The PFS efforts to make money and provide safe storage for the waste their facilities are generating are not meeting stockholder?s expectations. As previously mention in this paper the major obstacle to siting the MRS facilities is not the storage facility itself, but transporting the waste to the facility. The solutions that I propose to address the problems will eliminate the need to transport the waste on public roads and rail spurs. Nuclear power facilities are located on large parcels of land that serve as a buffer between the nuclear power plant and the residents of the neighboring towns, villages and cities. The state and federal governments require facilities of this magnitude to prepare a General Development Plan (GDP) for their facilities. A GDP is a state and federally approved plan for a Development of Regional Impact (DRI). A GDP plan depicts buildings or land improvements that are not yet constructed, but are planned. In the event a company wants to expand its facilities it does not have to go through public hearings if the proposed facility is included on the GDP.

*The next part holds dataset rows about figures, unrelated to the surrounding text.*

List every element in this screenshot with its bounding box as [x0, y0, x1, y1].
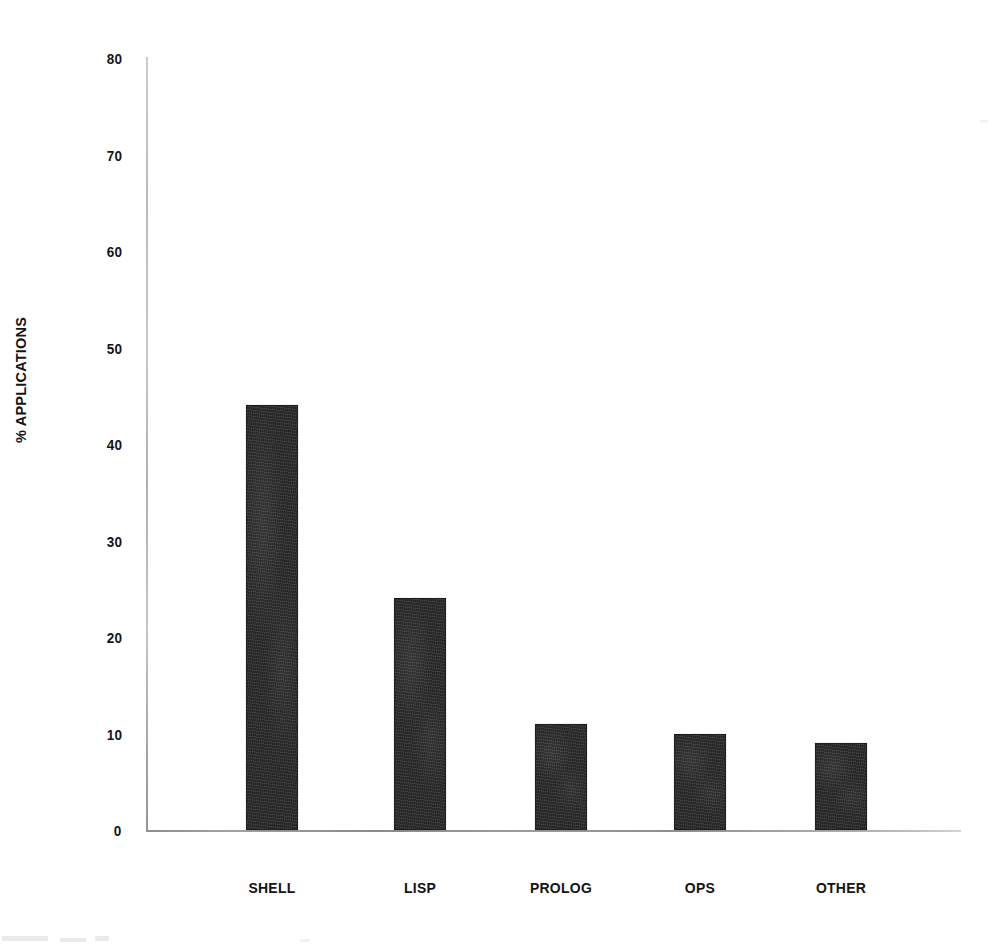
y-axis-tick-label: 10: [106, 726, 122, 743]
x-axis-category-label: OPS: [635, 879, 765, 896]
scan-artifact: [300, 939, 310, 942]
y-axis-tick-label: 70: [106, 147, 122, 164]
y-axis-tick-label: 30: [106, 533, 122, 550]
x-axis-line: [147, 830, 961, 832]
y-axis-title: % APPLICATIONS: [14, 317, 29, 443]
y-axis-tick-label: 60: [106, 243, 122, 260]
bar: [394, 598, 446, 830]
y-axis-tick-label: 20: [106, 629, 122, 646]
scan-artifact: [60, 938, 86, 942]
bar: [535, 724, 587, 830]
x-axis-category-label: SHELL: [207, 879, 337, 896]
y-axis-tick-label: 50: [106, 340, 122, 357]
x-axis-category-label: PROLOG: [496, 879, 626, 896]
y-axis-tick-label: 40: [106, 436, 122, 453]
scan-artifact: [2, 936, 48, 941]
y-axis-tick-label: 0: [114, 822, 122, 839]
bar-chart-figure: % APPLICATIONS 80706050403020100 SHELLLI…: [0, 0, 1004, 952]
y-axis-tick-label: 80: [106, 50, 122, 67]
bar: [246, 405, 298, 830]
bar: [674, 734, 726, 831]
x-axis-category-label: OTHER: [776, 879, 906, 896]
scan-artifact: [95, 936, 109, 941]
x-axis-category-label: LISP: [355, 879, 485, 896]
y-axis-line: [146, 57, 148, 832]
bar: [815, 743, 867, 830]
scan-artifact: [980, 120, 988, 123]
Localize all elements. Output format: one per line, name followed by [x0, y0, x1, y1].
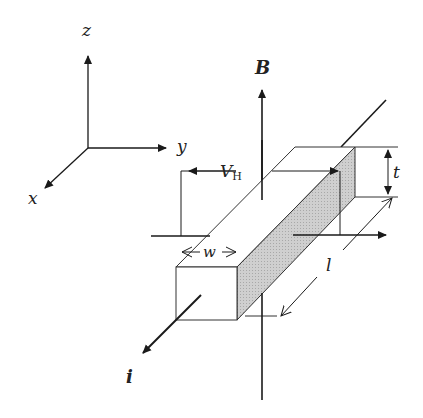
current-label: i [126, 366, 133, 387]
back-current-lead [341, 100, 386, 147]
thickness-label: t [393, 162, 400, 182]
coordinate-axes [45, 56, 166, 188]
length-arrow-lower [281, 277, 317, 316]
width-label: w [203, 243, 216, 261]
current-arrow [143, 295, 201, 353]
length-arrow-upper [343, 198, 392, 250]
b-field-label: B [254, 57, 270, 78]
x-axis-label: x [28, 188, 38, 208]
length-label: l [326, 255, 331, 275]
hall-effect-diagram: z y x B VH w t l i [0, 0, 423, 418]
x-axis [45, 148, 88, 188]
y-axis-label: y [176, 136, 187, 156]
diagram-svg: z y x B VH w t l i [0, 0, 423, 418]
hall-voltage-label: VH [220, 161, 242, 183]
z-axis-label: z [81, 20, 92, 40]
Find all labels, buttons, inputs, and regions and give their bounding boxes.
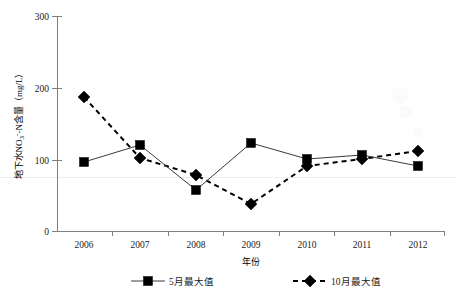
line-chart-canvas: 300 200 100 0 2006 2007 2008 2009 2010 2… [0, 0, 457, 299]
x-tick-label: 2006 [75, 240, 94, 250]
chart-figure: 300 200 100 0 2006 2007 2008 2009 2010 2… [0, 0, 457, 299]
x-axis-tick-labels: 2006 2007 2008 2009 2010 2011 2012 [75, 240, 428, 250]
y-tick-label: 300 [35, 12, 50, 22]
legend-label-october: 10月最大值 [331, 276, 381, 287]
y-axis-title-prefix: 地下水NO [13, 139, 24, 179]
x-tick-label: 2008 [187, 240, 206, 250]
x-tick-label: 2011 [353, 240, 372, 250]
chart-legend: 5月最大值 10月最大值 [131, 275, 381, 287]
legend-marker-square [144, 277, 153, 286]
x-tick-label: 2010 [298, 240, 317, 250]
y-tick-label: 0 [44, 227, 49, 237]
x-axis-title: 年份 [242, 256, 260, 267]
x-axis-ticks [113, 232, 445, 237]
legend-marker-diamond [304, 275, 316, 287]
series-markers-may [80, 139, 423, 195]
x-tick-label: 2012 [409, 240, 428, 250]
y-tick-label: 200 [35, 84, 50, 94]
svg-text:地下水NO3--N含量（mg/L）: 地下水NO3--N含量（mg/L） [13, 69, 26, 180]
y-axis-title: 地下水NO3--N含量（mg/L） [13, 69, 26, 180]
watermark [391, 86, 423, 138]
series-line-may [84, 143, 418, 190]
y-axis-tick-labels: 300 200 100 0 [35, 12, 50, 237]
legend-item-may[interactable]: 5月最大值 [131, 276, 214, 287]
legend-item-october[interactable]: 10月最大值 [293, 275, 381, 287]
x-tick-label: 2007 [131, 240, 150, 250]
x-tick-label: 2009 [242, 240, 261, 250]
series-markers-october [78, 91, 424, 210]
y-axis-title-suffix: -N含量（mg/L） [13, 69, 24, 134]
series-line-october [84, 97, 418, 204]
legend-label-may: 5月最大值 [169, 276, 214, 287]
y-tick-label: 100 [35, 156, 50, 166]
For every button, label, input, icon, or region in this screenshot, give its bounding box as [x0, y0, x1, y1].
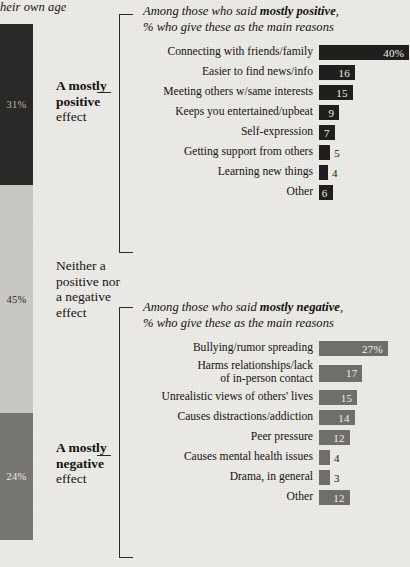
reason-value: 15	[341, 392, 357, 404]
reason-bar: 12	[319, 430, 350, 445]
stack-label-neu-line4: effect	[56, 305, 86, 320]
reason-value: 40%	[383, 47, 409, 59]
panel-negative-title-bold: mostly negative	[260, 300, 340, 314]
reason-label: Causes mental health issues	[141, 451, 319, 464]
reason-value: 17	[346, 367, 362, 379]
reason-label: Causes distractions/addiction	[141, 411, 319, 424]
reason-row: Causes distractions/addiction14	[141, 409, 410, 426]
reason-bar: 15	[319, 390, 357, 405]
panel-negative-title-suffix: ,	[340, 300, 343, 314]
reason-label: Bullying/rumor spreading	[141, 342, 319, 355]
reason-bar: 6	[319, 185, 333, 200]
stack-label-neg-line1: A mostly	[56, 440, 107, 455]
reason-label: Meeting others w/same interests	[141, 86, 319, 99]
panel-positive-title-prefix: Among those who said	[143, 4, 260, 18]
reason-label: Other	[141, 186, 319, 199]
reason-label: Drama, in general	[141, 471, 319, 484]
reason-bar: 15	[319, 85, 353, 100]
bracket-positive-arm-bottom	[119, 252, 133, 253]
reason-row: Getting support from others5	[141, 144, 410, 161]
reason-bar: 9	[319, 105, 339, 120]
reason-bar: 40%	[319, 45, 409, 60]
reason-row: Other6	[141, 184, 410, 201]
stack-label-neu-line2: positive nor	[56, 274, 120, 289]
reason-label: Learning new things	[141, 166, 319, 179]
stack-segment-mostly-positive: 31%	[0, 24, 33, 185]
panel-positive-title: Among those who said mostly positive, % …	[143, 4, 410, 35]
reason-value: 7	[324, 127, 335, 139]
top-note: heir own age	[0, 0, 150, 14]
reason-row: Peer pressure12	[141, 429, 410, 446]
reason-label: Getting support from others	[141, 146, 319, 159]
reason-value: 6	[322, 187, 333, 199]
bracket-negative-arm-top	[119, 307, 133, 308]
stack-segment-mostly-negative: 24%	[0, 413, 33, 540]
reason-label-line1: Harms relationships/lack	[197, 359, 313, 372]
reason-value: 14	[338, 412, 354, 424]
reason-value: 15	[336, 87, 352, 99]
panel-positive-title-suffix: ,	[336, 4, 339, 18]
reason-row: Connecting with friends/family40%	[141, 44, 410, 61]
stacked-bar: 31% 45% 24%	[0, 24, 33, 540]
reason-label: Connecting with friends/family	[141, 46, 319, 59]
reason-bar	[319, 450, 330, 465]
stack-label-mostly-positive: A mostly positive effect	[56, 78, 107, 125]
panel-negative-title-prefix: Among those who said	[143, 300, 260, 314]
reason-row: Unrealistic views of others' lives15	[141, 389, 410, 406]
reason-value: 5	[330, 147, 340, 159]
negative-reason-rows: Bullying/rumor spreading27%Harms relatio…	[141, 340, 410, 506]
reason-row: Bullying/rumor spreading27%	[141, 340, 410, 357]
reason-bar: 7	[319, 125, 335, 140]
reason-value: 4	[328, 167, 338, 179]
reason-row: Drama, in general3	[141, 469, 410, 486]
reason-value: 12	[333, 492, 349, 504]
reason-label: Keeps you entertained/upbeat	[141, 106, 319, 119]
reason-value: 9	[329, 107, 340, 119]
reason-row: Other12	[141, 489, 410, 506]
reason-value: 16	[339, 67, 355, 79]
bracket-negative	[111, 307, 135, 558]
stack-label-neu-line3: a negative	[56, 289, 111, 304]
reason-row: Causes mental health issues4	[141, 449, 410, 466]
reason-bar	[319, 165, 328, 180]
reason-bar	[319, 470, 330, 485]
reason-label: Peer pressure	[141, 431, 319, 444]
bracket-positive	[111, 14, 135, 253]
stack-value-neither: 45%	[7, 294, 27, 305]
stack-label-mostly-negative: A mostly negative effect	[56, 440, 107, 487]
bracket-negative-stub	[97, 455, 111, 456]
reason-bar: 12	[319, 490, 350, 505]
reason-bar: 16	[319, 65, 355, 80]
reason-bar: 27%	[319, 341, 388, 356]
bracket-negative-arm-bottom	[119, 557, 133, 558]
stack-value-mostly-positive: 31%	[7, 99, 27, 110]
reason-row: Easier to find news/info16	[141, 64, 410, 81]
reason-value: 12	[333, 432, 349, 444]
bracket-positive-stub	[97, 92, 111, 93]
reason-label: Easier to find news/info	[141, 66, 319, 79]
reason-row: Learning new things4	[141, 164, 410, 181]
reason-label: Harms relationships/lackof in-person con…	[141, 360, 319, 385]
positive-reason-rows: Connecting with friends/family40%Easier …	[141, 44, 410, 201]
reason-value: 3	[330, 472, 340, 484]
stack-label-neg-line2: negative	[56, 456, 104, 471]
bracket-positive-arm-top	[119, 14, 133, 15]
stack-label-pos-line2: positive	[56, 94, 100, 109]
bracket-negative-spine	[119, 307, 120, 558]
reason-bar: 17	[319, 365, 362, 382]
panel-positive-title-bold: mostly positive	[260, 4, 336, 18]
bracket-positive-spine	[119, 14, 120, 253]
panel-negative-title: Among those who said mostly negative, % …	[143, 300, 410, 331]
reason-label: Other	[141, 491, 319, 504]
stack-label-neg-line3: effect	[56, 471, 86, 486]
reason-label: Unrealistic views of others' lives	[141, 391, 319, 404]
reason-label: Self-expression	[141, 126, 319, 139]
reason-value: 4	[330, 452, 340, 464]
reason-row: Self-expression7	[141, 124, 410, 141]
reason-label-line2: of in-person contact	[220, 372, 313, 385]
reason-row: Meeting others w/same interests15	[141, 84, 410, 101]
reason-row: Harms relationships/lackof in-person con…	[141, 360, 410, 386]
stack-label-pos-line1: A mostly	[56, 78, 107, 93]
reason-row: Keeps you entertained/upbeat9	[141, 104, 410, 121]
reason-bar: 14	[319, 410, 355, 425]
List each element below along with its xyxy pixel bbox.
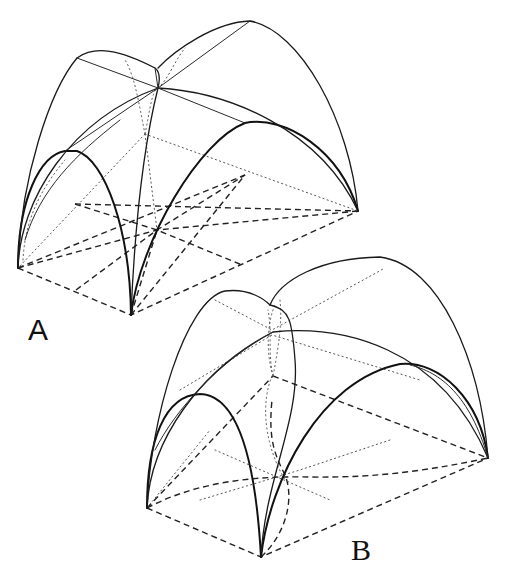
vault-a: A <box>18 21 358 346</box>
vault-diagram: A <box>0 0 505 575</box>
vault-b-ground-plan <box>147 376 488 557</box>
vault-a-arches <box>18 21 358 315</box>
vault-b-arches <box>147 257 488 557</box>
vault-a-ground-plan <box>18 175 358 315</box>
vault-b: B <box>147 257 488 566</box>
label-a: A <box>28 313 48 346</box>
label-b: B <box>351 533 371 566</box>
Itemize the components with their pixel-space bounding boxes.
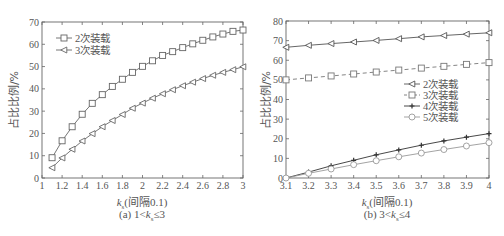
- series-4x-loading: [284, 131, 492, 180]
- data-point-marker: [69, 124, 75, 130]
- legend-label: 3次装载: [423, 89, 459, 101]
- data-point-marker: [180, 45, 186, 51]
- data-point-marker: [230, 28, 236, 34]
- data-point-marker: [220, 31, 226, 37]
- chart-b-xlabel-suffix: (间隔0.1): [369, 196, 412, 208]
- data-point-marker: [328, 166, 334, 172]
- data-point-marker: [373, 69, 379, 75]
- y-tick-label: 30: [273, 114, 283, 125]
- x-tick-label: 3.2: [302, 180, 315, 191]
- chart-a-caption-suffix: ≤3: [153, 208, 165, 220]
- data-point-marker: [160, 52, 166, 58]
- y-tick-label: 10: [29, 150, 39, 161]
- chart-a-caption: (a) 1<ks≤3: [92, 208, 192, 223]
- y-tick-label: 10: [273, 153, 283, 164]
- legend-item: 3次装载: [404, 89, 459, 101]
- data-point-marker: [306, 170, 312, 176]
- data-point-marker: [441, 138, 446, 143]
- data-point-marker: [419, 143, 424, 148]
- x-tick-label: 3.3: [325, 180, 338, 191]
- series-5x-loading: [283, 140, 492, 181]
- data-point-marker: [328, 73, 334, 79]
- legend-item: 2次装载: [404, 78, 459, 90]
- data-point-marker: [109, 83, 115, 89]
- legend-marker-icon: [409, 114, 415, 120]
- data-point-marker: [190, 79, 196, 85]
- data-point-marker: [418, 150, 424, 156]
- chart-b-ylabel: 占比比例/%: [257, 65, 273, 135]
- x-tick-label: 1.6: [96, 180, 109, 191]
- data-point-marker: [441, 63, 447, 69]
- legend-item: 5次装载: [404, 111, 459, 123]
- y-tick-label: 80: [273, 16, 283, 27]
- x-tick-label: 1.2: [56, 180, 69, 191]
- x-tick-label: 2.6: [197, 180, 210, 191]
- data-point-marker: [129, 105, 135, 111]
- x-tick-label: 3.5: [370, 180, 383, 191]
- data-point-marker: [49, 165, 55, 171]
- data-point-marker: [464, 135, 469, 140]
- legend-marker-icon: [409, 81, 415, 87]
- data-point-marker: [159, 91, 165, 97]
- data-point-marker: [200, 37, 206, 43]
- data-point-marker: [350, 39, 356, 45]
- x-tick-label: 3.8: [438, 180, 451, 191]
- data-point-marker: [99, 92, 105, 98]
- chart-a-caption-prefix: (a) 1<: [119, 208, 146, 220]
- data-point-marker: [170, 49, 176, 55]
- x-tick-label: 2.8: [217, 180, 230, 191]
- data-point-marker: [396, 67, 402, 73]
- data-point-marker: [486, 60, 492, 66]
- x-tick-label: 3.9: [460, 180, 473, 191]
- series-3x-loading: [283, 60, 492, 83]
- data-point-marker: [374, 152, 379, 157]
- y-tick-label: 70: [29, 17, 39, 28]
- plot-frame: [42, 22, 243, 178]
- y-tick-label: 50: [273, 74, 283, 85]
- series-2x-loading: [283, 30, 492, 51]
- legend-label: 4次装载: [423, 100, 459, 112]
- data-point-marker: [441, 33, 447, 39]
- data-point-marker: [49, 155, 55, 161]
- data-point-marker: [283, 77, 289, 83]
- data-point-marker: [129, 69, 135, 75]
- data-point-marker: [109, 118, 115, 124]
- chart-a-ylabel: 占比比例/%: [5, 65, 21, 135]
- legend-label: 3次装载: [75, 44, 111, 56]
- data-point-marker: [169, 87, 175, 93]
- legend-marker-icon: [409, 92, 415, 98]
- y-tick-label: 40: [273, 94, 283, 105]
- data-point-marker: [140, 63, 146, 69]
- series-3x-loading: [49, 64, 246, 171]
- y-tick-label: 50: [29, 61, 39, 72]
- x-tick-label: 3.4: [347, 180, 360, 191]
- data-point-marker: [351, 71, 357, 77]
- data-point-marker: [441, 147, 447, 153]
- x-tick-label: 2.2: [156, 180, 169, 191]
- data-point-marker: [396, 154, 402, 160]
- data-point-marker: [463, 143, 469, 149]
- x-tick-label: 4: [487, 180, 492, 191]
- data-point-marker: [210, 34, 216, 40]
- legend-item: 2次装载: [56, 32, 111, 44]
- data-point-marker: [373, 158, 379, 164]
- data-point-marker: [373, 37, 379, 43]
- data-point-marker: [220, 69, 226, 75]
- legend-marker-icon: [61, 47, 67, 53]
- data-point-marker: [396, 147, 401, 152]
- data-point-marker: [240, 27, 246, 33]
- chart-b-caption-prefix: (b) 3<: [364, 208, 391, 220]
- y-tick-label: 60: [273, 55, 283, 66]
- data-point-marker: [59, 138, 65, 144]
- chart-a-xlabel-suffix: (间隔0.1): [124, 196, 167, 208]
- x-tick-label: 1.4: [76, 180, 89, 191]
- data-point-marker: [190, 41, 196, 47]
- data-point-marker: [463, 31, 469, 37]
- legend-marker-icon: [410, 104, 415, 109]
- data-point-marker: [305, 42, 311, 48]
- data-point-marker: [149, 95, 155, 101]
- data-point-marker: [119, 111, 125, 117]
- data-point-marker: [180, 83, 186, 89]
- y-tick-label: 0: [278, 173, 283, 184]
- data-point-marker: [230, 67, 236, 73]
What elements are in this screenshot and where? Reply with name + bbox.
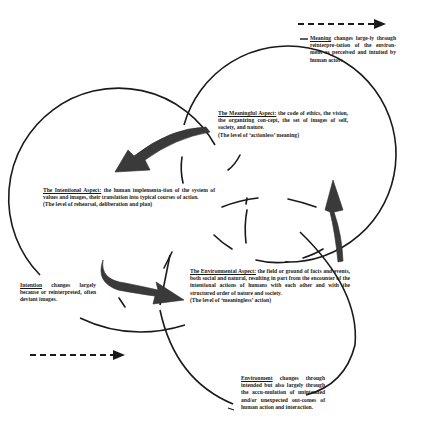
meaningful-circle-arc: [184, 46, 396, 262]
environment-note: Environment changes through intended but…: [241, 375, 325, 411]
environmental-left-arc: [160, 310, 233, 404]
arrow-environment-to-meaning: [325, 180, 343, 262]
cycle-diagram: [0, 0, 423, 446]
environmental-aspect-level: (The level of ‘meaningless’ action): [190, 297, 350, 304]
meaningful-aspect-heading: The Meaningful Aspect:: [218, 110, 276, 116]
intentional-circle-arc: [9, 88, 215, 275]
arrow-intention-to-environment: [101, 260, 184, 304]
arrow-meaning-to-intention: [115, 127, 210, 172]
intention-note: Intention changes largely because or rei…: [20, 282, 96, 304]
intentional-aspect-level: (The level of rehearsal, deliberation an…: [43, 201, 215, 208]
environment-connector: [228, 408, 234, 410]
meaningful-aspect-box: The Meaningful Aspect: the code of ethic…: [218, 110, 348, 139]
intentional-aspect-box: The Intentional Aspect: the human implem…: [43, 187, 215, 209]
environmental-aspect-box: The Environmental Aspect: the field or g…: [190, 268, 350, 304]
intention-bottom-arc: [80, 318, 185, 332]
dashed-arrow-bottom-left: [30, 350, 125, 360]
intention-note-heading: Intention: [20, 282, 42, 288]
intentional-aspect-heading: The Intentional Aspect:: [43, 187, 101, 193]
meaning-note: Meaning changes large-ly through reinter…: [310, 35, 396, 64]
meaning-note-heading: Meaning: [310, 35, 331, 41]
meaningful-aspect-level: (The level of ‘actionless’ meaning): [218, 132, 348, 139]
environment-note-heading: Environment: [241, 375, 273, 381]
dashed-arrow-top-right: [298, 19, 386, 29]
environmental-aspect-heading: The Environmental Aspect:: [190, 268, 256, 274]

I propose to construct limited MRS facilities at each nuclear power plant. Each MRS facility will be designed to handle all the nuclear waste that will be generated by each facility over the life of the facility. The benefits of this plan are as follows: The need to transport hazardous material on public roads and rail lines will be eliminated, The cost of legal fees will be reduced, the cost to transport the waste will be reduced by 85%, there will be no need to payoff landowners, there will be no need to pay the $250 million to the Skull Valley Goshute Tribe, the American public will realize efficient electrical power without being endangered and the nuclear facilities are consolidated and easier to monitor. This plan also addresses the question of waste-equity by having the benefactors of nuclear power bearing the burden of string its byproducts. The stockholders as well as the American public will realize the benefits of this plan.
When I began ethically evaluating the proposal detailed I thought of John Rawls? method for evaluating fairness. ?The method he proposes consists of determining what principles a group of rational self-interested persons would chose to live by if they knew they would live in a society governed by those principles, but they did not yet know what each of them would turn out to be like in that society? (Velasquez 115). I believe this rational applies to this case. I would not want to live next to a nuclear waste storage facility if I did not benefit from the nuclear power that generated the waste.
Jeremy Bentham and his traditional views of utilitarianism also lend itself to this evaluation. ?The utilitarian principle assumes that we can somehow measure and add the quantities of benefits produced by an action and subtract from them the measured quantities of harm the action will have, and thereby determine which action produces the greatest total benefits for all. In this case I have detailed all the cost involved in siting a facility in a rural state that does not benefit from the power the waste generated. The costs are much less and the environmental impact consolidated when the nuclear power and the storage of nuclear waste are consolidated in close proximity to each other.
I believe the management decision that I have generated is the appropriate plan of action based on the SAGE sequence for ethical decision making.